Swallow this – Ice returns
September 27, 1998
When a record label is preparing to release a new album, oftentimes it will send a post card out a month prior to the release date with the cover of the record and an “in stores …” plug.
A few weeks ago one of these arrived at the Daily office, only there was no cover art on the card, simply eight words in small white lower-case letters.
It read: How could something so wrong be so right?
Interesting way to promote a record, I thought, as I turned the card over only to find that it was sent from Republic Records to hype the release of none other than Vanilla Ice’s long-awaited “Hard To Swallow.”
Via a little Republic ass-kissing, I had the new Ice in my hands within a day. And before I even made it through a single listen, I was on e-mail with every editor I could think of, begging to write whatever I could about the musical miracle playing through my radio.
I was answered by a collage of rejections from “not enough room” to “not right for the magazine.” Then the amazing occurred and the reviews editor at VIBE wrote back and said, “Interesting … give me 100 words by Friday.”
One hundred words.
Bill Clinton cheats on his wife and gets 482 pages, and the Ice Man puts his heart into a 12-song masterpiece and gets 100 words.
How can you sum up the greatest pop culture comeback of all time in 100 words?
So I pleaded for more.
Here was the exact response I received less than an hour later: “I don’t think anyone needs to read a longer review on Vanilla Ice! C’mon. I’m only putting it in because it’s kind of funny that he has a new record.”
Ouch.
Why is no one taking the return of Vanilla seriously? I can understand the average too-cool college punk, but his own record company? A rap magazine?
Did these people forget that Vanilla still claims the largest-selling rap record of all time, ousting even the almighty Puffy?
I soon realized that the lack of respect Ice is getting is explained poetically in the title of the record — “Hard To Swallow.”

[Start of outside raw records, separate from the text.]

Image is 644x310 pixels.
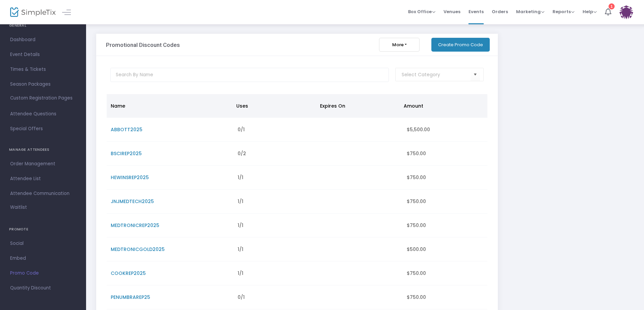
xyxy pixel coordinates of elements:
h4: GENERAL [9,19,77,33]
input: Select Category [401,71,471,78]
span: Order Management [10,159,76,168]
span: Social [10,239,76,248]
span: Events [468,3,484,20]
span: $500.00 [407,246,426,252]
span: MEDTRONICREP2025 [111,222,160,229]
span: Attendee Communication [10,189,76,198]
span: Quantity Discount [10,283,76,292]
span: PENUMBRAREP25 [111,293,150,300]
span: 0/1 [238,293,245,300]
span: Embed [10,254,76,262]
h4: PROMOTE [9,222,77,236]
span: Uses [236,103,248,109]
span: 1/1 [238,198,244,205]
span: 0/2 [238,150,246,157]
span: Marketing [516,9,544,15]
span: MEDTRONICGOLD2025 [111,246,165,252]
span: HEWINSREP2025 [111,174,149,181]
span: $750.00 [407,293,426,300]
span: Amount [404,103,423,109]
span: Venues [444,3,460,20]
span: Help [582,9,597,15]
span: Attendee Questions [10,110,76,118]
span: $750.00 [407,198,426,205]
span: $750.00 [407,150,426,157]
span: BSCIREP2025 [111,150,142,157]
span: $750.00 [407,174,426,181]
button: Create Promo Code [431,38,490,51]
input: Search By Name [110,68,389,82]
span: Box Office [408,9,436,15]
span: Promo Code [10,269,76,277]
span: Special Offers [10,125,76,133]
span: Dashboard [10,35,76,44]
span: $750.00 [407,270,426,276]
h3: Promotional Discount Codes [106,42,180,48]
h4: MANAGE ATTENDEES [9,143,77,157]
span: 1/1 [238,270,244,276]
span: Name [111,103,125,109]
span: 1/1 [238,222,244,229]
span: $5,500.00 [407,126,430,133]
span: Times & Tickets [10,65,76,74]
span: COOKREP2025 [111,270,146,276]
span: Reports [552,9,574,15]
button: Select [471,68,480,82]
span: Expires On [320,103,345,109]
span: 1/1 [238,246,244,252]
span: $750.00 [407,222,426,229]
span: 0/1 [238,126,245,133]
div: 1 [609,3,615,10]
span: Custom Registration Pages [10,95,73,102]
span: 1/1 [238,174,244,181]
span: Orders [492,3,508,20]
button: More [379,38,420,51]
span: Waitlist [10,204,27,211]
span: Attendee List [10,174,76,183]
span: JNJMEDTECH2025 [111,198,154,205]
span: ABBOTT2025 [111,126,142,133]
span: Event Details [10,50,76,59]
span: Season Packages [10,80,76,89]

A whiteboy rapper — who humiliated himself by appearing in a Teenage Mutant Ninja Turtles movie and then releasing a pro-pot record the next year — trying to reinvent himself a decade later is a bit hard to swallow.
Add to that an Adidas collection worthy of endorsement, a dozen tattoos and a producer who got his start recording bands like Korn and the Deftones, and the comeback is a mission impossible.
But isn’t that what the I to the C to the E strives on — a good challenge? Nobody said becoming the first solo white rapper and going on tour with the top-selling act in the country (M.C. Hammer) as a virtual unknown would be easy, either.
Yet, he made it look that way. Just like he makes creating the unequivocal salute to hardcore hip-hop look easy.
“Hard To Swallow” is not that hard — assuming there is a universal appreciation for a good Rage Against The Machine tune or 35″ Mudder show.
Vanilla’s rhymes are as skilled as ever, only instead of layered into human beat-boxing and Queen samples, they’re drilled into robust guitars and fierce drum beats.
“Too Cold,” a hardcore remake of “Ice Ice Baby,” is the only remaining remnant from the “To The Extreme” days and is surprisingly refreshing.
Don’t call it a sell-out, call it Ice’s nod to the loyals who have been religiously playing the anthem for the past eight years.
“Fuck Me” sticks Ice in a one-on-one lyrical battle in which he is faced by the slam “Fuck Vanilla Ice — he sucks.” “I hope you got more shit than that you weak motherfucker,” Vanilla responds. Go white-boy, go.
“Prozac” steals from Ice’s contribution to Bloodhound Gang’s debut, featuring the groove-heavy rap “Stop as I drop the bomb/Blow up this place like another Vietnam.”
“Zig Zag Stories” is a drug anthem that would have fit better on “Mind Blowin’,” considering the rapper claimed to have found God and come clean last spring.
But Ice has always been known to contradict himself, which can sometimes be half the fun of following this confused heroin.
“Hard To Swallow” will arrive in stores Oct. 20, but don’t expect midnight release parties or even store displays.
Expect a record that is considered so wrong it’s right. A record that will revolutionize pop culture the same way “To The Extreme” did.
Expect rapcore to become mainstream. Expect to mosh.
And us die-hards — we’ll expect respect. And a little ass-kissing.
Corey Moss is a senior in journalism and mass communication from Urbandale.